Eleven straight wins. Pure dominance. For the first time since 1999, the New York Knicks will be playing basketball in June. They are heading to the NBA Finals. Wow.
On Monday night, the Knicks put together another blowout win in a closeout game to sweep the Cleveland Cavaliers. They beat the Cavaliers 130-93; a 37-point demolition. Once again, like it has been all postseason, it was a total team effort. No player for the Knicks scored 20 points or higher, but six Knicks scored in double figures.
The winner of the Eastern Conference Finals MVP was none other than Knicks captain Jalen Brunson. In the four-game sweep, Brunson was spectacular. He averaged 25.5 points and 7.8 assists per game. He will be most remembered in this series for his epic Game 1 performance, where he pulled the Knicks back into the game by himself. In that Game 1, he scored 38 points and led the Knicks back from a 22-point deficit with 7:40 left in regulation to win.
Leon Rose, the president of the Knicks, signed Brunson in the 2022 offseason to a four-year, $104 million contract. Rose made the bet that the then 25-year-old Brunson would become a superstar and the face of the franchise for the Knicks. It is safe to say that bet has paid off big time.
Rose has turned the Knicks franchise around ever since he was hired as president of basketball operations in 2020. He built this Knicks juggernaut in an unconventional way. The whole starting rotation was acquired either via free agency (Brunson) or trade (Karl-Anthony Towns, OG Anunoby, Mikal Bridges and Josh Hart). That is unheard of in today’s NBA.
Most championship contenders are led by players drafted high in the draft by that respective team. No
player in the Knicks’ starting five was drafted by the Knicks. The only two major contributors who were drafted by the Knicks are bench players Mitchell Robinson (who was not drafted by Rose) and Miles McBride. If the Knicks can finish the job and win the NBA Finals, Rose has an argument for being the best executive in the sport.
The Knicks are set to face either the Oklahoma City Thunder or San Antonio Spurs in the NBA Finals, depending on the outcome of their Western Conference battle. Right now, the series is tied 2-2, and the Knicks want this series to go as long as possible. The Knicks will enter the NBA Finals with nine days of rest since the Finals do not begin until Wednesday, June 3. The series between the Thunder and Spurs is highly competitive and physical, so the more these teams beat each other up and the longer this series goes, the more the advantage sways to the Knicks.
The Knicks are truly in the midst of a historic run. Their +271-point differential in 14 games this postseason is the highest ever entering the NBA Finals and the highest in a 14-game stretch in NBA playoff history.
The job is not finished yet, though. They still need four more wins to capture their first NBA championship since 1973, but man, what a run it has been thus far.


Exercise aim | Filter the data below for the string "Substance" and copy each matching line.

[Data tied to figure images]
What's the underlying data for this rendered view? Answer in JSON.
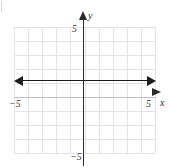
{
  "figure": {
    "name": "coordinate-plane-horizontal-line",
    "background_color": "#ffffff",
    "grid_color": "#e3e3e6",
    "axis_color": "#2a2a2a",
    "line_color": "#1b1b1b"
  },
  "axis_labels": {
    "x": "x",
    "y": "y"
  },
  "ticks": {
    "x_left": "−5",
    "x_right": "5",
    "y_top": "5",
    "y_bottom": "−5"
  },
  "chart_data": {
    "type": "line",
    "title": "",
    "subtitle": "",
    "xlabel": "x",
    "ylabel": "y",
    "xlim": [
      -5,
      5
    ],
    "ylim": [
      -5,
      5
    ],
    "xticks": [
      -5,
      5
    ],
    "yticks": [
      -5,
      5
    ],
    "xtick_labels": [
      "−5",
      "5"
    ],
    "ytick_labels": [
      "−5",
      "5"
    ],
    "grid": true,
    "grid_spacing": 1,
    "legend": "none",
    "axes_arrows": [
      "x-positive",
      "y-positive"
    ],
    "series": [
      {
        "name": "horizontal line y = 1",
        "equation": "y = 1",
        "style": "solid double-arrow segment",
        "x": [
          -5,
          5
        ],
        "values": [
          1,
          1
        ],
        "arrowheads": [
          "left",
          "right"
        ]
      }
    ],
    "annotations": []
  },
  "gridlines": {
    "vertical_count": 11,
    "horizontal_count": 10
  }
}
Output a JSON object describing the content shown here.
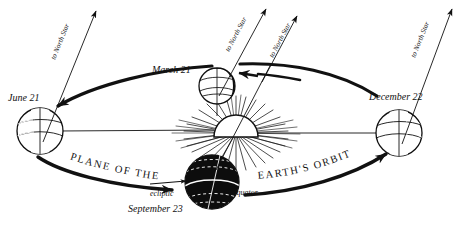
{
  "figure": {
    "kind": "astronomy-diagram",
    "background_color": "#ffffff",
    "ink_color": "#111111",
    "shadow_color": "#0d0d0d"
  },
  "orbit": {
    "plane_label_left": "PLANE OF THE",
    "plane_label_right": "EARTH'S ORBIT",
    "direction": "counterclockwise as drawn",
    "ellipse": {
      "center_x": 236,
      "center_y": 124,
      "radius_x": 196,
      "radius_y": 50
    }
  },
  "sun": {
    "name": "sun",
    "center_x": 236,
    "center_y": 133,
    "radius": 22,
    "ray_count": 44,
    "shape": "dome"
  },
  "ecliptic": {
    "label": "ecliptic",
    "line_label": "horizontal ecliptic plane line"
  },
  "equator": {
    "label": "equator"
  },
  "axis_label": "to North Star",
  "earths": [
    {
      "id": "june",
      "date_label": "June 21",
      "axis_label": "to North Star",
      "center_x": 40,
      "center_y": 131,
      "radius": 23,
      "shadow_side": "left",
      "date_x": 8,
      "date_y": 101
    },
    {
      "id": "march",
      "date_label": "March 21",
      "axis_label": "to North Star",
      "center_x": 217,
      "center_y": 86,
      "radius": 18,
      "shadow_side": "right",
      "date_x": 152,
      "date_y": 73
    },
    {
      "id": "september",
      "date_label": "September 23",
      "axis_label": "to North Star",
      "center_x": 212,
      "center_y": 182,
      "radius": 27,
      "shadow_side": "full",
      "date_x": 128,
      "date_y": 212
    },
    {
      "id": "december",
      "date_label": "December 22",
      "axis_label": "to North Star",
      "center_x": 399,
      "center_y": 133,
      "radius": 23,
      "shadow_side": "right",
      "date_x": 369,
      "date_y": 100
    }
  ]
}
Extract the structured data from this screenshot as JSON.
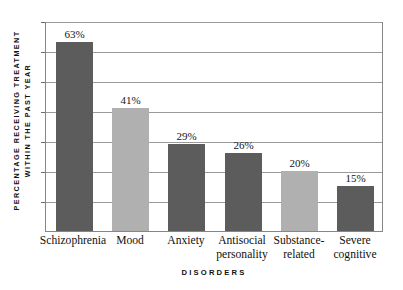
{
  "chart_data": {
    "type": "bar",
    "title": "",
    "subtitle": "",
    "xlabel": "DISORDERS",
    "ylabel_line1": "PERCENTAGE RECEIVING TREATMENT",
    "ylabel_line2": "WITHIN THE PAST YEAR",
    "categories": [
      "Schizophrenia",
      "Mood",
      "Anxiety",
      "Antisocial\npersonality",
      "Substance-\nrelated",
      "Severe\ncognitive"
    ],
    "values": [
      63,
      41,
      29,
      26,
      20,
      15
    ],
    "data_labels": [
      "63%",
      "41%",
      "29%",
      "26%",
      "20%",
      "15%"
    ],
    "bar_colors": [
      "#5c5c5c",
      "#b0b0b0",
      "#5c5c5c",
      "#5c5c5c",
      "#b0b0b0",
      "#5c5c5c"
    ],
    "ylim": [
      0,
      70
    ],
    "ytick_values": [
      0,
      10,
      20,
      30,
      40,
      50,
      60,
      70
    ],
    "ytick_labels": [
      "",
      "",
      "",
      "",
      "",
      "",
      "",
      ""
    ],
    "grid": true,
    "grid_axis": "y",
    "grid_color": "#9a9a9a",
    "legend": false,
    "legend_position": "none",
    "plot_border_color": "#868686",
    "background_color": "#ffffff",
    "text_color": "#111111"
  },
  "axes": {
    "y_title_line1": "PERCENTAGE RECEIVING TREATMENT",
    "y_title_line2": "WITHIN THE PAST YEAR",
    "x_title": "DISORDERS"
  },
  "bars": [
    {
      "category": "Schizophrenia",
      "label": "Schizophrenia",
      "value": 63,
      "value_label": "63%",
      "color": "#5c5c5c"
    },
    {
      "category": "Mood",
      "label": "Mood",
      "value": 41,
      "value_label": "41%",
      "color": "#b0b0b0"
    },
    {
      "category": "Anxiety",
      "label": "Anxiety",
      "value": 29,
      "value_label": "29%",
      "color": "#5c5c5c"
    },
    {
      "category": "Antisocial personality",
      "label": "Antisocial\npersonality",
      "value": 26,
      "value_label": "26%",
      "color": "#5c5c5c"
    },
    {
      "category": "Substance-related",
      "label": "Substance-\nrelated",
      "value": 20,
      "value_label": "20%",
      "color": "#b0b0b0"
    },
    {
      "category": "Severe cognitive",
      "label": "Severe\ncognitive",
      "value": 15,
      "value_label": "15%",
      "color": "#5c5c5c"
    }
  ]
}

Solution |
      "Substance-\nrelated",
      "category": "Substance-related",
      "label": "Substance-\nrelated",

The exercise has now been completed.